Second Voice – Telephony In Virtual Worlds

I just posted my first contribution to O’Reilly’s Emerging Telephony blog; a short piece on how voice applications might be added to Second Life. I’m thinking about some more articles exploring…

  • how mobility is changing social+cultural patterns and how current products and services don’t really assist.
  • some commentary on mobile product design, framed around Maeda’s Laws of Simplicity and handset innovations such as DigitWireless & NeoKeys.
  • speculative stuff about use of mobiles as distributed sensors…

Any more weird, left-field telephony ideas? Please lemme know 🙂


Comments

3 responses to “Second Voice – Telephony In Virtual Worlds”

  1. I wrote a piece related to social browsing a while back which could be updated to include what you’re looking at, I like the idea that your mobile should help you be more locative

  2. Rick Ringel Avatar
    Rick Ringel

    Your posts on the ETel blog are spot-on, if your goal is to open up discussions. Two of the three you mention above have led to interesting discussions around our virtual office’s virtual water cooler. Keep up the good work.
    In the hopes you can stir up another discussion, what can you tell us about using mobile device locations to support a dynamic command and control structure? For example, if a taxi dispatcher makes a call request to a street address, a back-end application server could easily route the call to the nearest available taxi, based on presence and location info. Are you aware of any interesting work in this area?

  3. Thanks Rick! I was worried that no one was commenting on my posts and whether they were useful to anyone…!
    I’ve seen some work along the lines of your description. I worked with some students at Milan’s Interaction Design Institute Ivrea (IDII) who conceptualised an on-demand public transportation service that routed buses and pedestrians to mutually beneficial pickup points. The project (‘Link Us’) was a study of presence, location, digital ID, and reputation. They didn’t build a service but developed some really quite viable use cases.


Retrieve each line that contains the word "aravalli" from the entries below.

(Beginning of INPUT DATA)

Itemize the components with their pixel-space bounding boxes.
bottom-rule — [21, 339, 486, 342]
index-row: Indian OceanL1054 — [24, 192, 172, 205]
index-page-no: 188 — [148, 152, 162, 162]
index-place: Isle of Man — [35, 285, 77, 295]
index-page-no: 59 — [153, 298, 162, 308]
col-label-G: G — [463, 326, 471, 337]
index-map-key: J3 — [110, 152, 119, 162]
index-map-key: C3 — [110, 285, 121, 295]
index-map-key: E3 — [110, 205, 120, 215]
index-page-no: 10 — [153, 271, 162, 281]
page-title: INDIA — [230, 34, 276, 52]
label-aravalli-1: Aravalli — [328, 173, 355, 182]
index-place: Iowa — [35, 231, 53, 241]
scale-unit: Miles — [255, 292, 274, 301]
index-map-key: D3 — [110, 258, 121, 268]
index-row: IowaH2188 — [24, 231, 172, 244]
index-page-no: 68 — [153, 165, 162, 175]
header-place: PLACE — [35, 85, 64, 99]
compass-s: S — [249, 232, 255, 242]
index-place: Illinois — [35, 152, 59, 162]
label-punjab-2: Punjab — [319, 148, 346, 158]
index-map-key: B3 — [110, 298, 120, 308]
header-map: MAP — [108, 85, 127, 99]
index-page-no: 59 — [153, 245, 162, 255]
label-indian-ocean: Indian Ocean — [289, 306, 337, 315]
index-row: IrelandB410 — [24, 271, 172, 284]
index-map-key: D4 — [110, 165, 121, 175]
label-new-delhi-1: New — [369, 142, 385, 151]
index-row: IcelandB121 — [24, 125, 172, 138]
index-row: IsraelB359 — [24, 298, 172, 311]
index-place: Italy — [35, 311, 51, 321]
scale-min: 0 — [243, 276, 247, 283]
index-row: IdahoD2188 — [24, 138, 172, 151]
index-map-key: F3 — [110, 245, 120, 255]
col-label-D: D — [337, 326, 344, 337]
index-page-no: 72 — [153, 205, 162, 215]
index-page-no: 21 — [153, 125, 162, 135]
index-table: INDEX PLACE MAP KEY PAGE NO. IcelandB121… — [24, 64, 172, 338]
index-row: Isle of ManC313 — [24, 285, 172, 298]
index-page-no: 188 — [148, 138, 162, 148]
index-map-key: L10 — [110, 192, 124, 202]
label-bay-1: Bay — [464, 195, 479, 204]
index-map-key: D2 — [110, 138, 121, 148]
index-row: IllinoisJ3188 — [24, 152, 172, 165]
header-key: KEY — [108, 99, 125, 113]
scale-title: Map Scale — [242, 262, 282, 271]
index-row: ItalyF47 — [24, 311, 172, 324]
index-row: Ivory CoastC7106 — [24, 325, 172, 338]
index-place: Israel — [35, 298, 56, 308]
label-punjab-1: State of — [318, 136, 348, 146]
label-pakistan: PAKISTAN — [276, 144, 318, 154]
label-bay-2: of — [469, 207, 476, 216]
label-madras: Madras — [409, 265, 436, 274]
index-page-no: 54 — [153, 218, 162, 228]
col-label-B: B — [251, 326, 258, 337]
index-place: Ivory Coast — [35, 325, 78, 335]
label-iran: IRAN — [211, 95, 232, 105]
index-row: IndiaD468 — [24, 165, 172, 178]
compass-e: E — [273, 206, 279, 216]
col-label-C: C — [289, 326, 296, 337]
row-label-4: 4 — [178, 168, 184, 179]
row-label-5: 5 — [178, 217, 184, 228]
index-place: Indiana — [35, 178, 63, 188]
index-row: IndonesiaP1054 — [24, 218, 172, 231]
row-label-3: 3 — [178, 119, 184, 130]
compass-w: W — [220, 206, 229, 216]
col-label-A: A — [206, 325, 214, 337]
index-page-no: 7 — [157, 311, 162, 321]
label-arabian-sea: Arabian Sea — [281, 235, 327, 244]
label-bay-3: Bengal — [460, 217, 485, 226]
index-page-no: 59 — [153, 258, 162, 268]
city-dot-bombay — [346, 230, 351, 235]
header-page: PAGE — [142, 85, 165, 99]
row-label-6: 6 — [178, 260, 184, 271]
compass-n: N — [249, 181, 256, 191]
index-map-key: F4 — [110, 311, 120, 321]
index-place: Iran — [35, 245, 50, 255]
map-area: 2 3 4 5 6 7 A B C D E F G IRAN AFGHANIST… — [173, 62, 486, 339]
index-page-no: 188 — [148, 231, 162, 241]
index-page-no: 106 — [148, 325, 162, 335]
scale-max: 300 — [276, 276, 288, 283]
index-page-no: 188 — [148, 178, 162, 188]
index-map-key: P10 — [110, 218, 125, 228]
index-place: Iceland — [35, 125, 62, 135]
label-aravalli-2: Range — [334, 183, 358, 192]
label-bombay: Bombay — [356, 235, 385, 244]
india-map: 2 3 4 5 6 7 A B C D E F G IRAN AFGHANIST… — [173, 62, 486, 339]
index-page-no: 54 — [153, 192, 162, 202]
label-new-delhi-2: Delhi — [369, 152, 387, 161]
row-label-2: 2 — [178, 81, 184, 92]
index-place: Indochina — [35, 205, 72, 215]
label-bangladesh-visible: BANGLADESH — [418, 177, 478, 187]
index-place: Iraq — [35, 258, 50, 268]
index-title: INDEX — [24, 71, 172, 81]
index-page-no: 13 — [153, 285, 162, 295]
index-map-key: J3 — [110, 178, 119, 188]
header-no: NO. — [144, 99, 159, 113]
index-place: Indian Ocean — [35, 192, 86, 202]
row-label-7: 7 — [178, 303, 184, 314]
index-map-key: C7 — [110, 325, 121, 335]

(End of INPUT DATA)

SOLUTION TO THIS EXERCISE:
label-aravalli-1: Aravalli — [328, 173, 355, 182]
label-aravalli-2: Range — [334, 183, 358, 192]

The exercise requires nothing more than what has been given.